Monday, April 27, 2015

Reflection #9/40

When I was 17 my great aunt Alabama Honchell, called Bama for short, asked me to come over to her house. She was 99 years old at the time. She knew I wanted to be a writer, so she made me promise to write a story about her life and call it “99 Years.”

The day after I made the promise I returned to her house and she started telling me about her life. She told me how she got sick when she was very young, maybe five or six or seven, and had to stay in bed, and even though she recovered she couldn’t remember anything from before the sickness, and so she lost the first five or six or seven years of her life. That was strange to me, that at 99 years old it bothered her that she couldn’t remember her first seven years.  But she kept her mind all the way up until the end. Her memory was better than most people’s, even at 99.

Aunt Bama graduated from High School in a time when that was certainly not a given and went on to earn her teaching certificate.  There were three levels of teaching certificates. Hers was grade 1, the highest.
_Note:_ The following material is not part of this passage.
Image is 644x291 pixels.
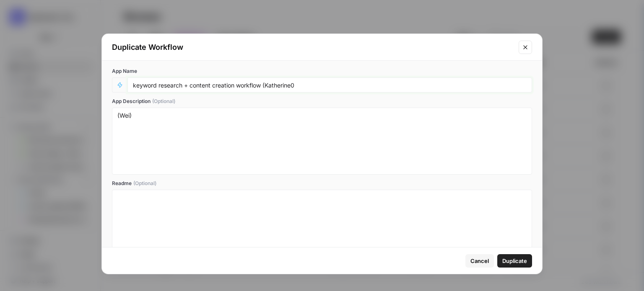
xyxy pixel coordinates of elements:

She taught for several years until she got married and moved to Ohio, though she later returned to Kentucky.

For years Aunt Bama and Uncle Bob lived on a farm. When I was a kid they sold the farm and moved into a house not too far from ours. Aunt Bama would live in that house for ten years, but Uncle Bob would only live there for three.
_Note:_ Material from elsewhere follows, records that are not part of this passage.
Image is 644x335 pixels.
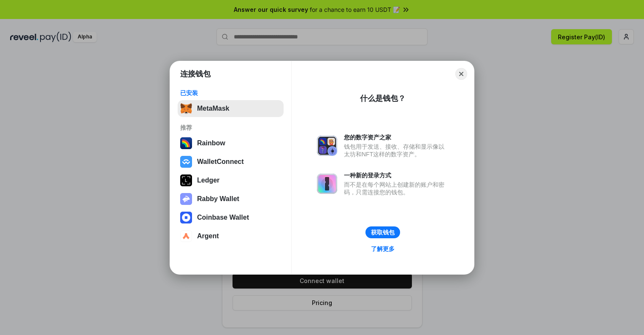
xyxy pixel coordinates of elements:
img: svg+xml,%3Csvg%20width%3D%2228%22%20height%3D%2228%22%20viewBox%3D%220%200%2028%2028%22%20fill%3D... [180,230,192,242]
img: svg+xml,%3Csvg%20xmlns%3D%22http%3A%2F%2Fwww.w3.org%2F2000%2Fsvg%22%20fill%3D%22none%22%20viewBox... [180,193,192,205]
button: Argent [177,228,284,245]
button: Coinbase Wallet [177,209,284,226]
button: Rainbow [177,135,284,152]
button: 获取钱包 [366,226,400,238]
div: 什么是钱包？ [360,93,406,104]
img: svg+xml,%3Csvg%20fill%3D%22none%22%20height%3D%2233%22%20viewBox%3D%220%200%2035%2033%22%20width%... [180,102,192,115]
button: Ledger [177,172,284,189]
div: Coinbase Wallet [197,214,249,221]
a: 了解更多 [366,243,400,254]
img: svg+xml,%3Csvg%20width%3D%2228%22%20height%3D%2228%22%20viewBox%3D%220%200%2028%2028%22%20fill%3D... [180,212,192,223]
div: 已安装 [180,89,281,97]
div: MetaMask [197,105,229,112]
div: 您的数字资产之家 [344,133,449,141]
img: svg+xml,%3Csvg%20width%3D%2228%22%20height%3D%2228%22%20viewBox%3D%220%200%2028%2028%22%20fill%3D... [180,156,192,168]
img: svg+xml,%3Csvg%20xmlns%3D%22http%3A%2F%2Fwww.w3.org%2F2000%2Fsvg%22%20width%3D%2228%22%20height%3... [180,175,192,186]
div: Argent [197,233,219,240]
div: WalletConnect [197,158,244,165]
button: WalletConnect [177,153,284,170]
div: 而不是在每个网站上创建新的账户和密码，只需连接您的钱包。 [344,181,449,196]
button: MetaMask [177,100,284,117]
div: 一种新的登录方式 [344,172,449,179]
button: Close [456,68,467,80]
img: svg+xml,%3Csvg%20xmlns%3D%22http%3A%2F%2Fwww.w3.org%2F2000%2Fsvg%22%20fill%3D%22none%22%20viewBox... [317,135,337,156]
div: Rabby Wallet [197,195,240,203]
div: 获取钱包 [371,228,395,236]
div: 钱包用于发送、接收、存储和显示像以太坊和NFT这样的数字资产。 [344,142,449,158]
h1: 连接钱包 [180,69,210,79]
img: svg+xml,%3Csvg%20width%3D%22120%22%20height%3D%22120%22%20viewBox%3D%220%200%20120%20120%22%20fil... [180,137,192,149]
img: svg+xml,%3Csvg%20xmlns%3D%22http%3A%2F%2Fwww.w3.org%2F2000%2Fsvg%22%20fill%3D%22none%22%20viewBox... [317,174,337,194]
div: Rainbow [197,140,225,147]
div: 推荐 [180,124,281,132]
div: Ledger [197,177,220,184]
div: 了解更多 [371,245,395,253]
button: Rabby Wallet [177,190,284,208]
My Aunt Bama was good at cooking, and an expert seamstress, and great with plants; she was good at doing almost anything with her hands, at creating or growing or building. She was very intelligent and even the last Sunday of her life she knew what day it was. It was not until the very end, lying there in the hospital bed the last week after the last Sunday, that she could no longer recognize us.
           
I was a pall-bearer at her funeral. It was way far out, in Rough Creek cemetery a million miles away from town, down a winding country road.  When they lowered her into the ground all I could think about was how when I was really little out on the farm she taught me how to play baseball, how to steal bases when the other guy wasn’t looking. And I thought about how when I was little my parents told me, trying to prepare me and soften the blow, that Aunt Bama probably wouldn’t be around much longer, and how pleased I was that they were wrong.

She was 99 years old when she called me over to tell me her life story, and she told me she was worried that she was going to die soon. You would think someone at that age would be worn out and ready to go, but not her; she still had too much to do.

I kept my promise, and I wrote her story, “99 Years.” I was in college and I wrote it as my final project for my final class. That was appropriate, since Aunt Bama paid for much of my college education with the money she made from selling the farm. I wrote her story the best I could, but I’ve never come close to repaying the debt I owe her.